I move amendment No. 1:
In page 3, line 28, before "and" to insert—
"provided that nothing in this section shall operate to constrain a Corporation or Council to reduce the total amount allocated in the financial year 1960/61 for the provision of assistance under the Act of 1908, or to refrain adding thereto in any subsequent year a sum not greater than one-third of additional monies provided from the rates and the State Grant."
The Minister in his Second Reading speech stated at column 1686 of the Official Debates:
Another matter to which I wish to make special reference is the proposal that the amount to be allocated for university scholarships should not be more than half that provided for post-primary scholarships in one-third of the total monies.
In dealing with the matter, I wanted to know was that a composite fund, was the rate and the State grant to be regarded as a composite fund in the case of assigning scholarships under the 1908 Act. The Minister made it clear in the subsequent discussion that all the moneys in the hands of the local authorities, whether from the rate raised under the Local Authorities (Scholarships) Act or under the Act of 1908 and all the moneys received from the State were one fund.
At column 1739 of the Official Debates, he said:
I visualise one main fund in each local authority area.
At the end of the column, dealing with the third year of the State contribution, he said:
In the third year the State contribution will be one and a half to one and in the fourth year it will be the same thing. The aim will be a five to four ratio between State and local contribution, making one fund which will be divided into two-thirds for post-primary education and one-third for university education roughly.
When the Minister finished his concluding speech on Second Reading and again when he asked for the Committee Stage of the Bill on that day, I attempted to warn him and I suggested that in order to avoid unnecessary clashes, we should have a little clarification of what the Minister had in mind, particularly in relation to the way it affected local authorities in the earlier years of his scheme.
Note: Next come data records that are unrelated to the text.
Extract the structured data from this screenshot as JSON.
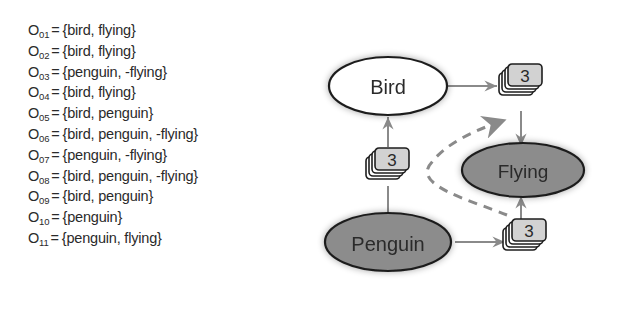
{
  "objects": [
    {
      "name": "O",
      "index": "01",
      "equals": "=",
      "set": "{bird, flying}"
    },
    {
      "name": "O",
      "index": "02",
      "equals": "=",
      "set": "{bird, flying}"
    },
    {
      "name": "O",
      "index": "03",
      "equals": "=",
      "set": "{penguin, -flying}"
    },
    {
      "name": "O",
      "index": "04",
      "equals": "=",
      "set": "{bird, flying}"
    },
    {
      "name": "O",
      "index": "05",
      "equals": "=",
      "set": "{bird, penguin}"
    },
    {
      "name": "O",
      "index": "06",
      "equals": "=",
      "set": "{bird, penguin, -flying}"
    },
    {
      "name": "O",
      "index": "07",
      "equals": "=",
      "set": "{penguin, -flying}"
    },
    {
      "name": "O",
      "index": "08",
      "equals": "=",
      "set": "{bird, penguin, -flying}"
    },
    {
      "name": "O",
      "index": "09",
      "equals": "=",
      "set": "{bird, penguin}"
    },
    {
      "name": "O",
      "index": "10",
      "equals": "=",
      "set": "{penguin}"
    },
    {
      "name": "O",
      "index": "11",
      "equals": "=",
      "set": "{penguin, flying}"
    }
  ],
  "diagram": {
    "nodes": {
      "bird": {
        "label": "Bird",
        "fill": "#ffffff"
      },
      "flying": {
        "label": "Flying",
        "fill": "#8c8c8c"
      },
      "penguin": {
        "label": "Penguin",
        "fill": "#8c8c8c"
      }
    },
    "stacks": {
      "penguin_to_bird": {
        "count": "3"
      },
      "bird_to_flying": {
        "count": "3"
      },
      "penguin_to_flying": {
        "count": "3"
      }
    },
    "colors": {
      "stroke": "#1e1e1e",
      "arrow": "#8a8a8a",
      "dashed": "#8a8a8a",
      "card_fill": "#d2d2d2",
      "text": "#2a2a2a"
    }
  }
}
The Minister is apparently going to stand over the principle, and wants public opinion developed so that it will accept the principle, that in the distribution of State and local authority moneys for scholarships for post-primary and university education, not more than one-third of the money will go to university education and at least two-thirds to post-primary.
Subsection (2) of Section 4 of the Bill reads as follows:
A grant to the corporation of a county borough or council of a county under this section in respect of any local financial year shall be used by the corporation or council, as the case may be, in the defrayal of the cost of paying scholarships under a scheme or schemes under section 2 of the Principal Act in that year or both of paying such scholarships and providing assistance for students under section 10 of the Act of 1908, as the case may be.
The implication is that all State moneys will be used by a local authority entirely for post-primary education and that none of the State money need be used in any way for assisting in the provision of scholarships to the universities. There is in that subsection an emphasis that the Minister is primarily concerned with scholarships for post-primary education. I am referring the Minister to sub-section (2) of Section 4 and the implications there. The Minister gives the idea that he is considering whether the State should give scholarships direct. He feels it would be more in accordance with the democratic principle to require a certain amount of local authority finance and also to give a certain amount of acquiescence in local authority ideas as to how they should spend the money to work under the scheme in this Bill and on the basis of the distribution of money and the making of schemes on the lines of the Local Authorities (Scholarships) Act. He stands for paying a certain amount of deference to local opinion.
I want to draw his attention to the fact that the principle he lays down here may be a principle worth fostering and worth approaching, although I do not subscribe to it myself. I want to tell him it is very definitely contrary to the natural trend in the allocation of moneys raised by the local authorities themselves in the matter of scholarships. While there are six, and only six, counties that, in the allocation of their money as between university scholarships and post-primary scholarships, accept his idea, in the natural working out of their schemes up to the present, there are six that go flagrantly against it, by giving more money to university scholarships than they do to post-primary scholarships and all the counties in between do not accept, in the actual working out of the local schemes, financial and educational, the theory the Minister puts forward.
The only counties that accept the Minister's approach seem to be Clare, Offaly, Kildare, Longford and Sligo. These are the only counties where the amount given for university education is in accord with the Minister's principle that only one-third of the money is available for such education. At any rate, they give one-third or less to university education. The counties that fly in the teeth of the principle to the extent of giving more for university education than they do for post-primary education by way of scholarships are Limerick city, Limerick county, Galway, South Tipperary, Waterford and Wexford. Those are six of them. They give more for university education. They give a bigger total for university scholarships than they do for post-primary education and all the others in between give more than one-third of the total amount.
I asked the Minister to consider a glaring case. There are other counties that will be in difficulties in the first and second years and that may not be able to reach his principle for three years unless they are forced to give less moneys to universities next year and the year after. The Minister seems to indicate that he thought I was in my sleep last night, that I was either misreading or was pressing home a point in a not too fair way.